Technical Computing Throws a New Challenge to Science Budgets
Investments in software engineering can be the make-or-break factor
For many years, scientists have been able to rely on computer technology doubling in speed roughly every 18 months — usually referred to as a result of Moore’s Law. To increase the speed or capability of the simulations used in your research, all you had to do was buy updated hardware every year or so. Increased application performance and measurable productivity increases were straightforward and predictable results of periodic hardware upgrade investments.
Of course, it is now well known and publicized that this “free lunch” of easy increases in science computing speed from buying new hardware has ended. The Moore’s Law-driven hardware race of the past few decades is not the major fuel for performance gains in today’s most successful HPC centers. Now, performance increases — sometimes on the orders-of-magnitude scale — come from re-engineering software for scalability and from better matching of hardware and software. It’s all about enhanced parallel software engineering — parallel, scalable and robust code tuned to the new world of manycore architectures.
The new twist on Moore’s Law — roughly twice as much parallelism every 18 months — means that investments in software engineering can be the make-or-break factor. A side issue of this development is that it is renewing focus on the entire HPC ecosystem and the debate on how the “P” of HPC should be defined.
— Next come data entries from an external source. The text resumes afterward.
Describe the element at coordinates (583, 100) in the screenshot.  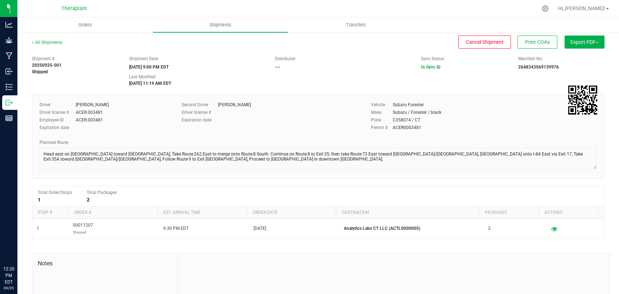
I see `img: Scan me!` at that location.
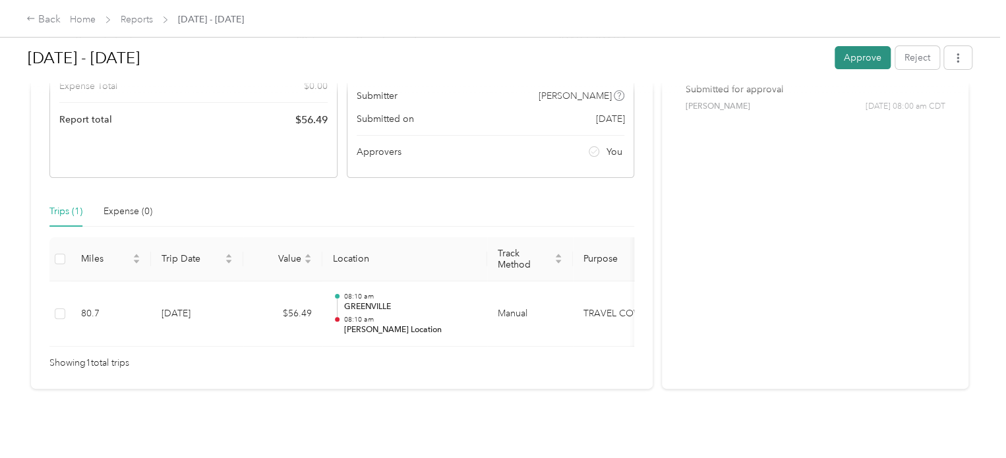  What do you see at coordinates (105, 258) in the screenshot?
I see `span: Miles` at bounding box center [105, 258].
For those who have never been inclined to focus on the meaning of the “P” in HPC, here’s a quick re-cap. Originally the “P” in HPC was universally accepted as “Performance.” But then some came along who instead said that “P” should represent “Productivity,” which is actually a very pertinent concept that scientific researchers cannot afford to ignore.
The case for “High Productivity Computing” becomes really clear when you consider that it is not only the raw compute performance at your disposal that counts but, more importantly, how well you are able to make use of that performance for your team’s research objectives. The technical computing capability available to further your research efforts will be impacted by the entire HPC ecosystem — not just the specific hardware or software deployed. How will this ecosystem allow your research team to develop, verify, and use research applications?
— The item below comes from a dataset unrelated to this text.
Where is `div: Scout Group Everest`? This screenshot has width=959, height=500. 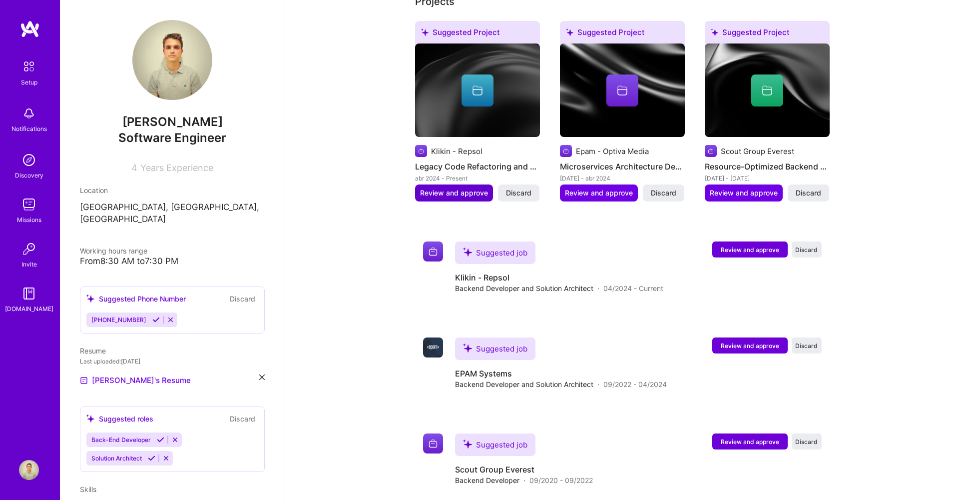 div: Scout Group Everest is located at coordinates (758, 151).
Buying HPC infrastructure purely on theoretical (even arbitrary) metrics such as peak teraflops could well have little correlation with your research output — especially if your code does not scale to efficiently use the number of cores involved. Focusing your spend on the initial hardware price could leave you with lots of subsequent cost, time and pain in integration work, software engineering, electricity costs, etcetera— money and effort that could be better turned to your research.
What about effective support for pre- and post- processing of data — for example, visualization to explore the data produced by the simulations? What about computational efficiency? Are the applications using the processors, memory and interconnect optimally, or can the software be re-engineered to run faster on the hardware (meaning you spend less on hardware to achieve a given performance). Today, these are the types of issues that will impact (or benefit) the progress of your research more than anything else.
This new direction of computer technology evolution (parallelism) means that the great number of Scientific Computing readers whose research relies on applications originally written in the pre-parallel computing era are at risk of losing performance and competiveness, if these applications have not been re-engineered for the new HPC world. Sometimes this is immediately apparent and painful for budget managers who paid significant funds for new hardware only to find that applications run slower than on the older hardware.
What does this mean to your research team when you are in budget planning mode? First and foremost, consider the realistic working life of your applications and the likelihood that your application will need to be ported repeatedly. Whatever code you are using — whether open source, commercial or internally developed — make sure that is has been developed with any eye toward effectively exploiting both current and foreseeable future hardware technologies.
Taking time and resources to re-engineer your applications with the assistance of computational scientists who are expert in scientific software engineering for scalable parallel computing — and how to revamp applications to keep pace with the increasing parallelism and many-core architectures (including GPUs) — will enable your research to continue benefiting from the hardware race. Truth to tell, most scientific research applications have long outlived their original hardware, and software investments have long provided the better, if under-recognized, returns-on-investment. Now, however, the case for such software investments is stronger than ever.
Andrew Jones is VP of HPC Consulting at Numerical Algorithms Group. He may be reached at [email protected].